Twelve Ukrainians, including three children, were wounded Saturday after Russian forces attacked an apartment block and several houses in the city of Voznesensk, near a key nuclear plant, prosecutors said.
"According to preliminary information, 12 people including three children were injured. Two children are in a serious condition," the prosecutor's office said on Telegram.
Regional governor Vitaly Kim had earlier said on Telegram that nine people were injured, including four children aged between three and 17, and were "all in serious condition".
Voznesensk is located about 20 kilometres (12 miles) from the nuclear plant at Pivdennoukrainsk, Ukraine's second largest, and 70 kilometres from Mykolaiv, the regional capital.

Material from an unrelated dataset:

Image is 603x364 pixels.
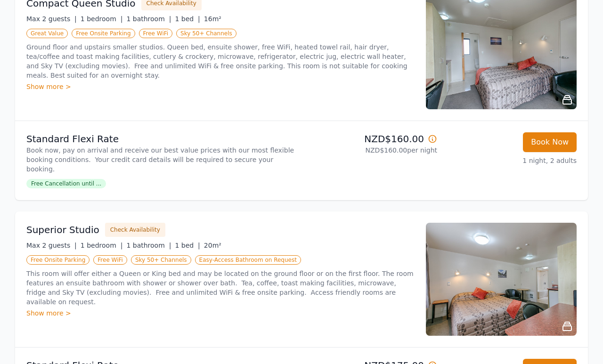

A Russian strike in the 30 kilometre zone around the plant "is another cynical act of nuclear terrorism by Russia", Ukraine's nuclear operator Energoatom wrote on Telegram.
"It cannot be ruled out that this missile was fired in the direction of the Pivdenukrynsk power station which the Russian military already tried to seize in early March."
The strikes hit an apartment building and several homes in the city, which is home to 30,000 people, the emergency services said on Facebook, showing a badly damaged building.
The region, at the forefront of the war, suffers regular strikes.
"Voznesensk. The terrorist country called Russia hit a residential building," presidential chief of staff Andriy Yermak said on Telegram.
The Ukrainian army meanwhile said they had downed four Kalibr high-precision sea-launched cruise missiles fired from the Black Sea near the central city of Dnipro.
Ivan Fedorov, the exiled mayor of Melitopol, a city in the Kherson region which has been occupied by Russia, said the Ukrainian army had bombed a Russian military base in the city.
The Ukrainian army meanwhile reported Russian attacks in the eastern Donetsk region -- which has been partially controlled by Russian proxies since 2014 -- saying "fighting is continuing".